DescriptionUnderactuated robots are mechanical systems with fewer control inputs than their degrees of freedom (DOF). Inverted pendulums, bicycles and walking robots are a few examples of such systems. Underactuated balance robots are underactuated robots that must perform the balancing and tracking tasks simultaneously. The balancing task requires the robot to maintain its balance around possibly unstable equilibrium points, while the tracking task requires it to track desired trajectories. For these competing tasks, a common guideline to design controllers is to identify a low dimensional subspace of the state space, called a latent manifold, on which the balancing and tracking tasks are consistent and compatible. The approach of latent manifold identification is called model reduction. Previous works apply model reduction to physical-principled models with well understood dynamics structures. This dissertation proposes machine learning-based model reduction approaches for modeling high dimensional robots, extracting balancing skills from demonstration data and
controlling robots with data-driven models.
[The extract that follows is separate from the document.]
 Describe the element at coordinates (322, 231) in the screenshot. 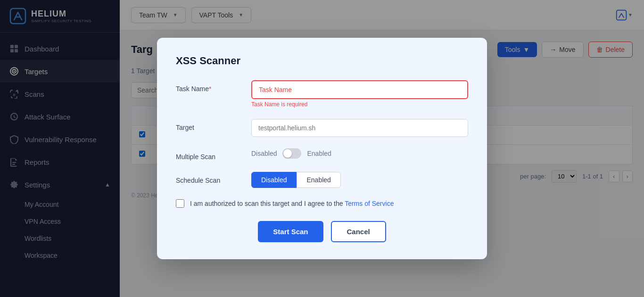

I see `modal-actions: Start Scan Cancel` at that location.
Several aspects of machine learning make it attractive for use in model reduction and control applications for underactuated robots. First, the system dynamics learned from collected data can be more accurate than analytical models derived from physical laws. For high dimensional motion, it is also easier to build learning-based latent space models than any physical models. Second, a latent manifold that encodes balancing skill can be learned from the demonstrated trajectories. One application example is to transfer human walking skills to humanoid robots by enforcing humanoid robots onto the latent manifold identified from human trajectories. Finally, optimization-based controllers such as model predictive control (MPC) and reinforcement learning can be integrated with the learned model and applied to stabilize the learned open-loop dynamics onto the desired latent manifolds.
In this dissertation, we introduce a framework that integrates the physical-based robot model with the learning-based latent manifold model for high dimensional human limbs motion to achieve pose estimation of human-robot interactions. Human-bikebot interaction is used as an example to demonstrate the proposed approach. We extend the physical latent manifold-based controller to achieve biped slip recovery. We reveal the relationship between learning-based model reduction and physical-based model reduction for high dimensional dynamics such as human legged locomotion. One of our final goals is to design learning-based controllers to achieve biped walking and slip recovery. The balancing while tracking problem has been successfully solved by designing physical model-based controllers to stabilize the system state onto the balance equilibrium manifold (BEM). However, its application has been restricted to systems with well understood dynamics structures. In the last part of this dissertation, we adopt the BEM concept to design a learning model-based control framework. The system dynamics is identified without prior physical knowledge nor successful balancing demonstrations. The proposed framework achieves superior control performance compared to the physical model-based approach, and provides analytical performance guarantees. The works in this dissertation are demonstrated using multiple robotic platforms such as an inverted pendulum, a bikebot and a biped robot.